How Oracle's cloud expertise can propel its push in generative AI

How Oracle's cloud expertise can propel its push in generative AI

Betting big on its expertise in cloud services to train generative AI models, Oracle has bagged contracts worth $4 billion

Larry Ellison, Founder, Chairman and Chief Technology Officer, Oracle Corporation
Nidhi Singal
  • Oct 16, 2023,
  • Updated Oct 16, 2023, 11:24 AM IST

Ever since the arrival of generative artificial intelligence (AI) platforms like ChatGPT and Bard a year ago, the race among big tech companies to embrace this transformative tech has only intensified. Global software giant Oracle Corporation, too, is making strides by tying up with companies like NVIDIA and Elon Musk’s xAI.

Oracle, like many of its peers, has been using AI for quite some time, but “this [generative AI] is different,” says Founder Larry Ellison. “It is a revolution, a breakthrough; it’s transformational. It’s fundamentally changing things at Oracle,” he says. Ellison, who has closely seen technology evolve through the years, is one of the few people who can say this with authority. He co-founded Oracle in 1977; and even at the age of 79, serves as its Chairman and CTO.

Oracle has been competing with the likes of Amazon Web Services, Google Cloud, Microsoft Azure, and others in the cloud space. However, some big names developing AI have recently signed contracts with the Texas-based tech giant to purchase more than $4 billion worth of capacity on Oracle Cloud Infrastructure (OCI) to train their generative AI models. This is double the amount Oracle earned in the fourth quarter ended May 31, 2023.

The company attributes this growth to “better speeds” and the “price advantage” it offers to clients. For example, Oracle uses a remote data memory access (RDMA) network for its Generation 2 Cloud, which allows one computer to access the memory of another without tapping on its shoulder and interrupting it. This allows for data transfer between computers that is exponentially faster than conventional networks. Further, its new Oracle Cloud Infrastructure Compute instances powered by NVIDIA H100 Tensor Core and NVIDIA L40S graphics processing units (GPUs), combined with Ampere AmpereOne CPUs also help it deliver improved speed and pricing.

Explains Ellison: “When we interconnect those GPUs, that computer runs much faster in our cloud than it does in other clouds. And in the cloud, time is money. If we run twice as fast, it costs half as much. If we run three times faster, we cost a third as much.”

For this reason, many big names, including NVIDIA, Cohere and xAI, are leveraging Oracle Cloud to train their generative AI models. Ellison is convinced that one of the NVIDIA superclusters the company is building will be the world’s largest scientific computer. It’s no surprise then that Oracle’s AI strategy is becoming a primary factor in its future expansion plans. 

@nidhisingal

The writer was in Las Vegas at the invitation of Oracle Corp.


▸ WHAT IS REQUIRED:
Whenever a line of the entries below holds the string "base", copy that line and return it.

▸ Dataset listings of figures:
= = = = = = =
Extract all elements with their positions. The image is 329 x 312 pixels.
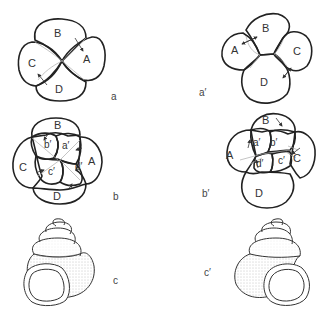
cell-label-C: C: [293, 46, 301, 57]
cell-label-d-prime: d′: [256, 159, 263, 169]
cell-label-a-prime: a′: [62, 141, 69, 151]
cell-label-B: B: [54, 120, 61, 131]
cell-label-C: C: [19, 162, 27, 173]
cell-label-b-prime: b′: [44, 140, 51, 150]
panel-c-prime-sinistral-shell: [235, 219, 310, 306]
cell-D: [242, 172, 294, 208]
panel-label-c-prime: c′: [204, 268, 211, 278]
cell-label-D: D: [260, 77, 268, 88]
cell-label-B: B: [262, 115, 269, 126]
cell-label-a-prime: a′: [253, 138, 260, 148]
panel-label-a: a: [111, 92, 117, 102]
cell-label-B: B: [54, 28, 61, 39]
cell-label-A: A: [83, 54, 90, 65]
cell-label-D: D: [255, 188, 263, 199]
cell-label-c-prime: c′: [278, 156, 285, 166]
cell-C: [18, 42, 62, 86]
cell-label-A: A: [88, 156, 95, 167]
cell-B: [246, 14, 289, 55]
panel-label-b: b: [113, 192, 119, 202]
cell-label-C: C: [28, 58, 36, 69]
panel-c-dextral-shell: [24, 219, 94, 306]
cell-label-A: A: [226, 150, 233, 161]
panel-label-c: c: [113, 276, 118, 286]
cell-label-d-prime: d′: [75, 162, 82, 172]
cell-label-c-prime: c′: [48, 167, 55, 177]
cell-label-B: B: [262, 23, 269, 34]
cell-label-D: D: [53, 191, 61, 202]
cell-B: [35, 19, 86, 61]
panel-b-prime-eight-cell-sinistral: [227, 114, 315, 208]
panel-label-a-prime: a′: [199, 88, 206, 98]
cell-label-C: C: [293, 153, 301, 164]
aperture: [264, 264, 310, 306]
cell-label-b-prime: b′: [270, 138, 277, 148]
aperture: [24, 264, 70, 306]
cell-label-A: A: [231, 45, 238, 56]
cell-C: [13, 137, 42, 188]
cell-label-D: D: [55, 84, 63, 95]
panel-label-b-prime: b′: [202, 189, 209, 199]
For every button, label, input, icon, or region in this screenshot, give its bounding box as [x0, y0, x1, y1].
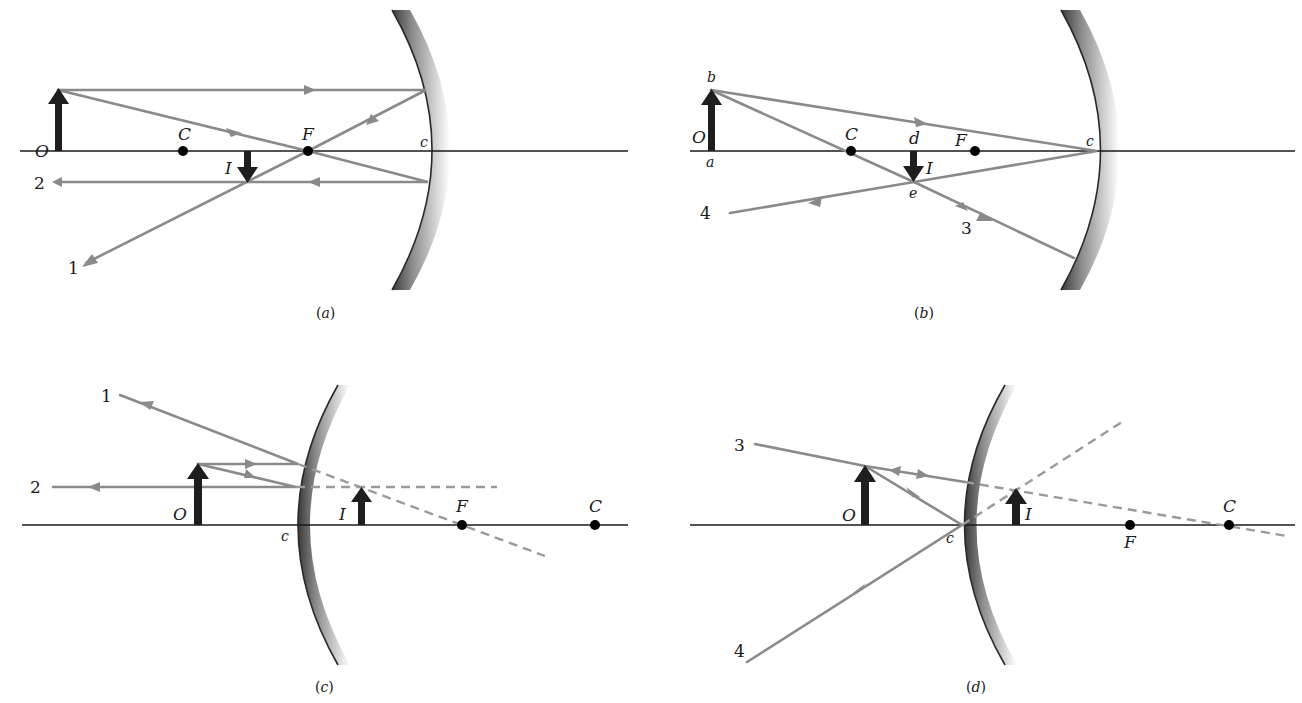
vertex-label: c [420, 134, 428, 150]
ray-label-4: 4 [700, 203, 711, 223]
ray-label-4: 4 [734, 641, 745, 661]
ray-direction-arrow [304, 85, 316, 95]
panel-caption: (b) [914, 305, 934, 321]
center-of-curvature-point [590, 520, 600, 530]
object-arrow-shaft [708, 103, 715, 151]
mirror-ray-diagram-figure: O C F c I 2 1 (a) O b a C d F c I [0, 0, 1302, 703]
image-arrow-head [237, 167, 258, 183]
panel-caption: (a) [316, 305, 335, 321]
ray-label-3: 3 [734, 435, 745, 455]
ray-direction-arrow [889, 466, 901, 476]
panel-b: O b a C d F c I e 4 3 (b) [690, 10, 1295, 321]
object-label: O [35, 141, 49, 161]
focus-label: F [455, 496, 469, 516]
ray-3 [711, 90, 1074, 258]
panel-a: O C F c I 2 1 (a) [20, 10, 628, 321]
ray-direction-arrow [82, 254, 98, 267]
ray-label-3: 3 [961, 218, 972, 238]
ray-direction-arrow [914, 117, 928, 127]
object-label: O [692, 127, 706, 147]
ray-direction-arrow [88, 482, 100, 492]
object-arrow-shaft [55, 102, 62, 151]
concave-mirror [392, 10, 450, 290]
ray-label-1: 1 [101, 386, 112, 406]
object-tip-label: b [707, 69, 716, 85]
focal-point [303, 146, 313, 156]
center-of-curvature-point [178, 146, 188, 156]
ray-4 [747, 466, 962, 662]
virtual-ray-extension [298, 464, 545, 556]
ray-direction-arrow [244, 469, 256, 478]
vertex-label: c [1086, 133, 1094, 149]
panel-c: 1 2 O c I F C (c) [22, 385, 628, 695]
center-label: C [845, 124, 858, 144]
focal-point [457, 520, 467, 530]
image-base-label: d [909, 128, 920, 148]
center-of-curvature-point [846, 146, 856, 156]
object-label: O [173, 504, 187, 524]
panel-caption: (d) [966, 679, 986, 695]
image-tip-label: e [909, 185, 917, 201]
object-arrow-shaft [861, 480, 869, 525]
image-label: I [224, 158, 232, 178]
image-arrow-shaft [1012, 502, 1020, 525]
image-arrow-head [1005, 488, 1027, 504]
focus-label: F [954, 130, 968, 150]
ray-direction-arrow [916, 469, 929, 479]
image-label: I [925, 158, 933, 178]
center-label: C [589, 496, 602, 516]
image-arrow-shaft [358, 500, 365, 525]
focus-label: F [301, 124, 315, 144]
object-base-label: a [706, 154, 714, 170]
panel-caption: (c) [315, 679, 334, 695]
ray-2 [53, 464, 296, 487]
center-of-curvature-point [1224, 520, 1234, 530]
focal-point [970, 146, 980, 156]
center-label: C [1223, 496, 1236, 516]
object-label: O [842, 505, 856, 525]
vertex-label: c [946, 530, 954, 546]
ray-label-2: 2 [34, 173, 45, 193]
ray-label-2: 2 [30, 477, 41, 497]
center-label: C [178, 124, 191, 144]
focal-point [1125, 520, 1135, 530]
ray-direction-arrow [52, 177, 62, 187]
image-label: I [338, 504, 346, 524]
object-arrow-shaft [194, 477, 202, 525]
panel-d: 3 4 O c I F C (d) [690, 385, 1295, 695]
focus-label: F [1123, 532, 1137, 552]
ray-direction-arrow [245, 459, 257, 469]
image-label: I [1024, 504, 1032, 524]
ray-label-1: 1 [68, 258, 79, 278]
ray-direction-arrow [308, 177, 320, 187]
vertex-label: c [281, 528, 289, 544]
= = = = = = =
▸ ANSWER:
image-base-label: d [909, 128, 920, 148]
object-base-label: a [706, 154, 714, 170]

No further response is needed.